Well then, we're talking about a fish and his researcher. The fish first. It's a lamprey - because some moron (not our researcher!) added the seven gill openings on one side to the two eyes on either side. But on the other side there are seven more gill openings - so "sixteen eyes" would be the right name if you wanted to do this nonsense consistently.

Image
Image

The fish is cigar-shaped overall, that will play a role. It is also extremely tasty (when smoked), but this does not matter in the following. Its way of life is not very appetizing: It uses its toothy sucking mouth to attach itself to other fish, rasping them and sucking them out. So it takes a certain amount of eccentricity, a willingness to be obscure and outlandish, to choose this fish of all things for your research topic.

Image
Image

Well, you can always get a little more obscure. This fish has a number of nerve cells called "posterior cells" in its brain and spinal cord. They are the object of the concentrated disinterest of about 99, 999 percent of all brain researchers. As for the general public, one can certainly add a few more nines after the decimal point. So, within the scope of this column's objective, these cells are highly relevant!

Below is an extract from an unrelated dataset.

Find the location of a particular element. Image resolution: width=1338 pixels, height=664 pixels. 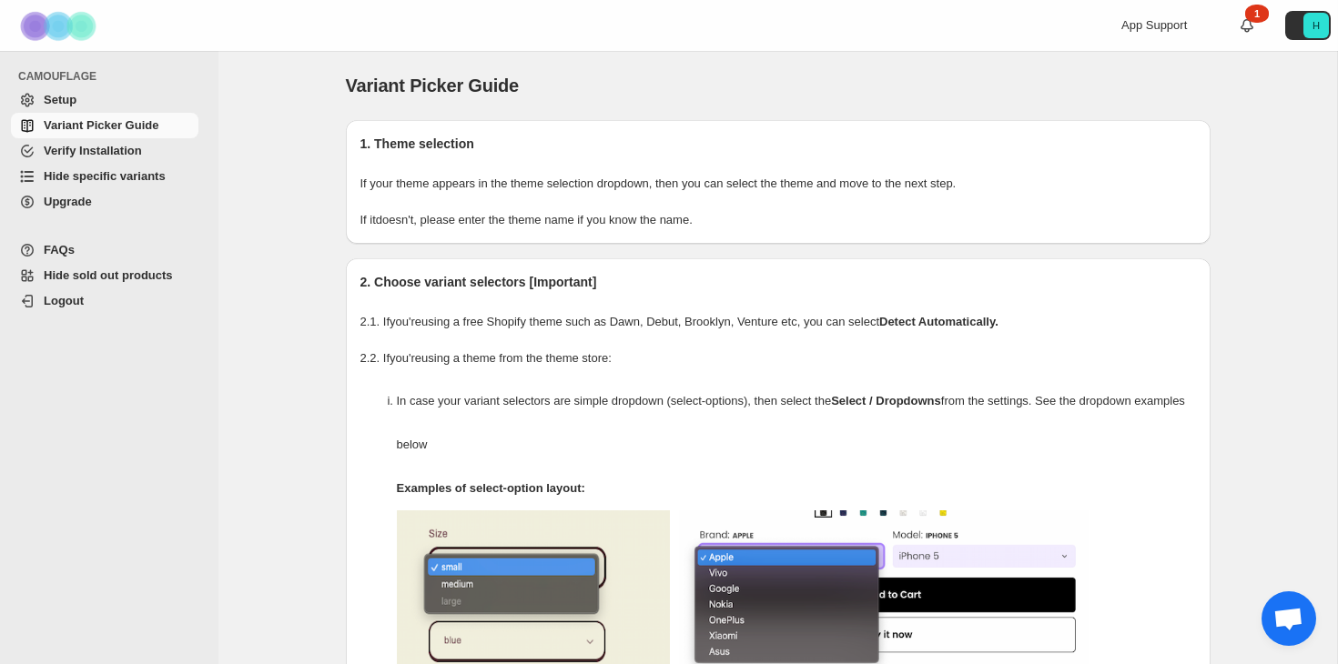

These posterior cells, as our researcher showed in his dissertation, are sensory cells – they send out processes into the posterior roots of cranial and spinal nerves. Today we know that they react to touch. What is unusual is that these cells are located in the central nervous system, since almost all other sensory cells in almost all other vertebrates are outside of it. Insanely exciting, isn't it? And even if you still know that we humans still have a number of these cells - they are in the brain and measure the state of tension of our masticatory muscles - even then you can only grudgingly admit that this is actually really uninteresting.

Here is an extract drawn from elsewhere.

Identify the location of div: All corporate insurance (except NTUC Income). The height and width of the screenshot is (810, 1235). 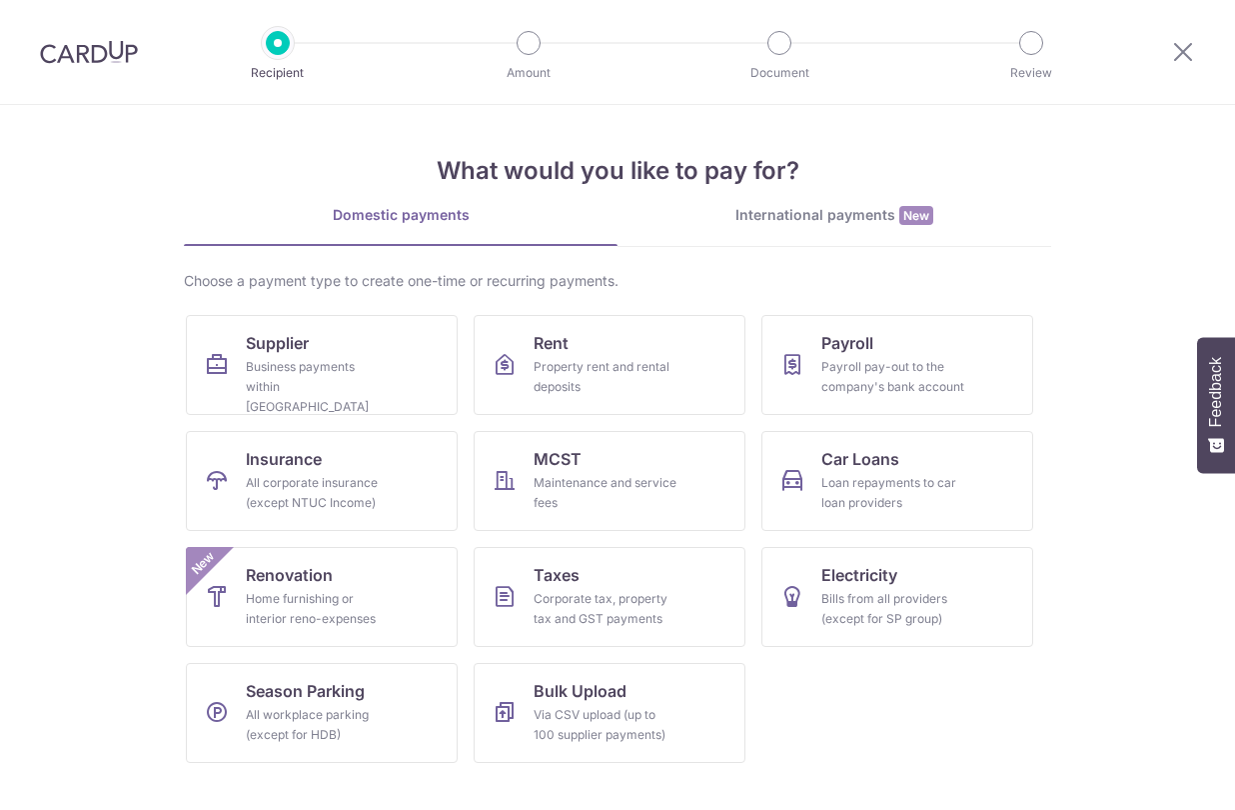
(318, 493).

No, this research lacks the erotic, the tingling, the relevance, the eros. What is really exciting, however, is the sex life of the fish, which the posterior cells have nothing to do with. Lampreys, male and female, eat their fill in the sea as parasites on fish. And then, when Eros overcomes them, they swim home, into the murmuring streams of their birth, that is, into fresh water, to mate and spawn. Simultaneously with Eros, however, they are seized by Thanatos, the death instinct: for as they wander upstream to indulge in love in the creek bed of their birth, their stomachs and intestines dwindle to the extent that their sexual organs mature. Even if they wanted to eat, they couldn't do it anymore because they didn't have a stomach - more precisely: there wasn't a cavity in the stomach and intestines, because they just overgrow. Then they mate, happily one hopes, only to starve to death exhausted from fertilization and egg-laying.

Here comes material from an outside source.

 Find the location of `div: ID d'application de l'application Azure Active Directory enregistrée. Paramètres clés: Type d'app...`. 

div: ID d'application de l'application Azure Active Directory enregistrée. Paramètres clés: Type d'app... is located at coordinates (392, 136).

Sex, love, death - if that's not an issue. Our researcher must have thought the same thing while he thoughtfully drew on his cigar. He turned away from the posterior cells and towards Eros and Thanatos. However, that of humans.

It was Sigmund Freud.

Postscript:

Everything written here is true, the original quote from Freud's publication is:

Freud, Sigmund: On the origin of the posterior nerve roots in Ammocoetes planeri.

Meeting reports of the Imperial Academy of Sciences, mathematical-scientific class, volume LXXV/III, 15ff., 1877.

The assumption that Freud arrived at the theory of Thanatos and Eros as antagonistic human drives through his study of the sexual life of lampreys is unsupported.

Helmut Wicht holds a PhD in biology and is a private lecturer in anatomy at the Dr. Senckenberg Anatomy from the Johann Wolfgang Goethe University in Frankfurt am Main.